Was it a stupid and unfounded remark? Unless his minders have gone on holiday it is not impossible that Abbott has been given a licence to offend Putin on behalf of Australia’s more powerful friends, a role Abbott would happily perform and capably morphing into mighty mouse, an eagerly athletic antipodean mouse that stands up on its hind legs and roars. Whilst the role of the political sock-puppet is not unknown in history, it is more likely, however, that Abbott simply improvised. Given his earlier tough talk towards Russia over the downing of MH17 ten weeks ago, it would seem, on the face of it, that Abbott was reassuring Australian voters that he was not weakening Australia’s position by now agreeing to Russia’s participation in the G20 and that he would in fact be demanding answers. Whatever the true motivation, the gaffe was not helpful either to Australia’s diplomatic responsibility in hosting the G20 or in terms of Abbott’s increasingly compromised capacity to successfully discharge his elected responsibility as Prime Minister of Australia.

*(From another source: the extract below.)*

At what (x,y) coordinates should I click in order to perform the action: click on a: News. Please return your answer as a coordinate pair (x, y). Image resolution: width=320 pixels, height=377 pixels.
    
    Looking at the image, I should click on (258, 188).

The macho challenge is unlikely to help Abbott’s proposed dialogue with Putin. Cynics or perhaps realists would say this does not matter because there was never the faintest prospect of any genuine dialogue with Putin let alone any acceptance of responsibility for the downing MH17 or the annexation of Ukraine. In this sense Abbott had nothing to lose by inflaming relations with intemperate language.
Yet Abbott has everything to lose in terms of his perceived capacity to observe diplomatic protocols and in the example he sets on the world stage. Naturally, there are many tempting diversions and distractions in his path to success in international affairs. It may be that his ego has been over-nourished by his close relationship with Murdoch’s Daily Telegraph and his regular on-air massages with Alan Jones on 2GB, both of whom have invested some time in promoting the Australian leader as a blunt-spoken antipodean hero who in his rough-hewn Australian way can cut through red tape dispense with indirection and other formalities and call a spade a spade. If this is the case, Abbott’s minders need to wean him off such boosters before he has done too much damage to his own and Australia’s cause. As it stands, Russia has been quick to quash any prospect of a bilateral meeting with Australia in Brisbane. Abbott’s much-vaunted opportunity for dialogue, the rationale for inviting Putin in the first place, has evaporated along with his own credibility.

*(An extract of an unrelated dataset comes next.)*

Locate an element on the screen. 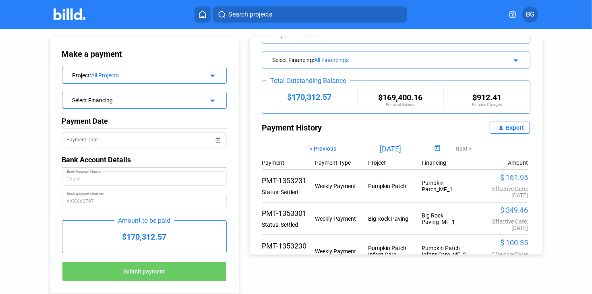 The image size is (592, 294). span: Next > is located at coordinates (464, 149).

Abbott’s language is a big step down at a time when what is needed is just the opposite. His shirt front challenge evokes the primitive physicality of the Australian true-blue bloke, squaring off against his adversary and settling a difference of opinion with his fists. Apart from the ludicrous image it conjures of a mismatch between the keen amateur and the hardened professional slugger, Abbott’s promise to square off against Putin is an empty gesture. It is a faint reassurance to the nation. His comical but wrong-headed vow to put pressure on the Russian President, to confront him as the only way of holding him to account is a patently silly and potentially risky gambit against a ruthlessly powerful adversary with nothing to lose in continuing on his chosen path of denial and disavowal when all the evidence points to an increasingly compelling case for indictment. In terms of his electoral appeal, it may be that Abbott’s instincts sense a primitive point of resonance with the average voter over his Paul Hogan type heroics but wiser heads would question whether he really needs another caricature at this moment in his career. Nor does it help the cause of international relations when any leader descends to this type of behaviour. The shirt front stunt is an affront on all fronts.